3 Jan 2006
Interactive Fiction
To understand what Adams was talking about, you'll have to look more closely at the genre of interactive fiction.
Read Game. There are about 7 or 8 pages to this article. An excellent introduction to the genre.
Read this introduction to interactive fiction.
Play this annotated version of "Colossal Cave Adventure".
Play along with the annotation, and try to get across the crystal bridge. (Gameplay tips: http://brasslantern.org/beginners/beginnersguide-b.html) You'll need to get past the snake, first! Playing IF absolutely requires you to create a map. (Here be hints and tips for Adventure.)
Once you've crossed the crystal bridge, keep playing for as long as the game holds your interest. (I've learned that some people get addicted to this kind of game, while others simply can't stand it.)
http://blogs.setonhill.edu/mt/mt-tb.cgi/4974
I enjoy Zork more, somehow I can navigate better in Zork, maybe due to more interesting descriptions that hold my thought. Zork developed more of a hidden story line and puzzle solving, while this appeared to be more focused on task management. Dropping the rod before taking the bird was a dull task. I did not develope a relationship with the world. But the article gave me hope that good writers are developing more of the plot that these games sometimes lack.
Posted by: Stephan Puff at January 3, 2006 01:29 PMSome games you love, some games you hate. It has been my experience that IF is not the genre for me, but for all intensive purposes I am giving it another shot to win me over. I agree that simple is good, as I suggested about Strong Bad’s Secret Collector, but IF to me is a kind of simple that is almost too hard. Simple is supposed to be easy and easy can be fun.
IF is difficult and can cause feelings of frustration...not always fun. Don’t get me wrong, I’m as much of an escapist as the next girl. I was not about to give up on it just yet. So, I played Adventure to see if I could get some IF juices flowing. Sure enough I got stuck at the grate opening for like 20 minutes going back and forth between there and the forest. Grrrr!
I have found that IF games are not for me, they just lead to aggravation and the feeling of throwing my computer out the window. I, like Leslie, though I wouldn't give up the ghost just yet and try Colossal Cave Adventure but i just became extremely annoyed at the game and the way it was set up.
Posted by: Kayla Lukacs at January 3, 2006 03:52 PMIt took me a while to catch onto this game and my patience was wearing thin. I thought that it was boring especially because it was simply black and writng and it did not have the colorful animations and interesting sounds that I am used too.
Posted by: Gina Burgese at January 3, 2006 04:55 PMI made it past the crystal bridge but I am a "clumsy oaf" according to the game. Was the creator Buddhist? This is the seventh time he's reincarnated me!
Posted by: Evan at January 3, 2006 05:10 PMLeslie, did you try the walkthroughs or tips?
If this were a face-to-face class, I'd spend some class time letting you work on the game in groups -- it's more fun that way.
Anyway, now you all have direct experience with text-adventure games.
Way back in the dark ages, when a mouse was a rodent and "cut and paste" meant literally cutting apart a printout and gluing text chunks in different orders, librarians and middle school teachers noticed that some kids who didn't like to read would spend hours playing these text-bames games. So in the early 80s, a brief burst of scholarly papers appeared, debating the question of whether these were games or stories, or something else. Since English departments have in the past few decades become very open-minded in terms of what they study (which is forutnate for us, given the topic of this course), some of the earliest academic publications in the culural significance of games came from English departments (and middle schools and librarians).
In the late 70s, the creators of Zork (the text game that Puff mentioned as being superior to Advent) also published a technical paper, but the paper focused more on the software than on the story world.
Adventure got the world of computer geeks excited when it first became available over the internet, but because Adventure was set in a world of caves, it only appealed to a certain set of people. Legend has it that when the world of computer geeks discovered Adventure in the late 70s, work productivity dropped as everyone focused on the game, for days and days.
Zork, which was directly inspired by Adventure, had broader humor, a snarkier narrator, and more gadgets to work with (buttons to push, a flooded room, a maze with ridiculously complex rules).
All of this really appealed to engineering undergraudates.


Activity:
For each line below that holds "ffffff", return the line as it stands.

[Records for this exercise Boundary: Start]

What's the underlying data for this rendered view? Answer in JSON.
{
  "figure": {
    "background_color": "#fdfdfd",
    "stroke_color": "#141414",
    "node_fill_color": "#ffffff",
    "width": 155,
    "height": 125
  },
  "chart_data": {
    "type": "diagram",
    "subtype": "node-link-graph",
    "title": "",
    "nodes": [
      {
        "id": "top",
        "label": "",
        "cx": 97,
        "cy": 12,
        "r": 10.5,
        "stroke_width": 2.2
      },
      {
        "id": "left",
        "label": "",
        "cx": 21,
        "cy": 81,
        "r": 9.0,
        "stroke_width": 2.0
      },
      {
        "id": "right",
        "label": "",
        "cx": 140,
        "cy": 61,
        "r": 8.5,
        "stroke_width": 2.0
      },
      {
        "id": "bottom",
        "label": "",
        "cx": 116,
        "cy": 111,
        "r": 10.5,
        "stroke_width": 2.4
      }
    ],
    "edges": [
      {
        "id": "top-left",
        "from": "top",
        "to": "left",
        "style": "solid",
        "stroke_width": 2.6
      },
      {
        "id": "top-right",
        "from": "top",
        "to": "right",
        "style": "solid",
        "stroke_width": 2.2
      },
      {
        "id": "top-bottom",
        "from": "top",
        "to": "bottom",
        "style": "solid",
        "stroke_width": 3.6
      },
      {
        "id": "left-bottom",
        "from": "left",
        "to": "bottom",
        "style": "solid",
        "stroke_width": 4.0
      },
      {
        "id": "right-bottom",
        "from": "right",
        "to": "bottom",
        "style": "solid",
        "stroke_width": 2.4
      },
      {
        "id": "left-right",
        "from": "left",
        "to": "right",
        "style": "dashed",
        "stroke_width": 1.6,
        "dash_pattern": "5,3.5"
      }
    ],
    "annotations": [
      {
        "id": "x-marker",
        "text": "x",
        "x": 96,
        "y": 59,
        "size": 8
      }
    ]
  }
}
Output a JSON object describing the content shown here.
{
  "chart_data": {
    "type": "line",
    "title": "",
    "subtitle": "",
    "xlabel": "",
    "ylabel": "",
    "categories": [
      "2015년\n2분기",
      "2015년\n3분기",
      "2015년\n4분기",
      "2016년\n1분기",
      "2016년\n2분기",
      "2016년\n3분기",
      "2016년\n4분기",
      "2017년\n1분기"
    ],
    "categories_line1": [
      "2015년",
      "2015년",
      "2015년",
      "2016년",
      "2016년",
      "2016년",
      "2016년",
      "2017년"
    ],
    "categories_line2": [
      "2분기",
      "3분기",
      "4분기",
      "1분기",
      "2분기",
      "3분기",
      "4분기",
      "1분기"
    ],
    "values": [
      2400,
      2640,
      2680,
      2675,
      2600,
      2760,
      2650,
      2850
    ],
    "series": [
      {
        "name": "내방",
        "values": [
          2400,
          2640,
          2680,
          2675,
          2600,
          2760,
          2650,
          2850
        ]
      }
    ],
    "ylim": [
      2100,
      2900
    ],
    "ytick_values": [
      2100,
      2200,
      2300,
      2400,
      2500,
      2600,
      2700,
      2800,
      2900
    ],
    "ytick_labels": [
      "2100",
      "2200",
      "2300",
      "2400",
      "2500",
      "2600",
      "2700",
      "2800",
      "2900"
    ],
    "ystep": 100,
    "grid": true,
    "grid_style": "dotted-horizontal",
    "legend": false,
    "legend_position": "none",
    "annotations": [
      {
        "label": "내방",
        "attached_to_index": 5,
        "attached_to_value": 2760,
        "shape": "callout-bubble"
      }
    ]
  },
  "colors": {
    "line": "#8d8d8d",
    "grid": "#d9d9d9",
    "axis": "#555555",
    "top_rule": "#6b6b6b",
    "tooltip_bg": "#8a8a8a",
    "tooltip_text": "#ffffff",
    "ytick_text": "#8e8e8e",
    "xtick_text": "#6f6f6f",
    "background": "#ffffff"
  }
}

[Records for this exercise Boundary: End]

Exercise response:
    "node_fill_color": "#ffffff",
    "tooltip_text": "#ffffff",
    "background": "#ffffff"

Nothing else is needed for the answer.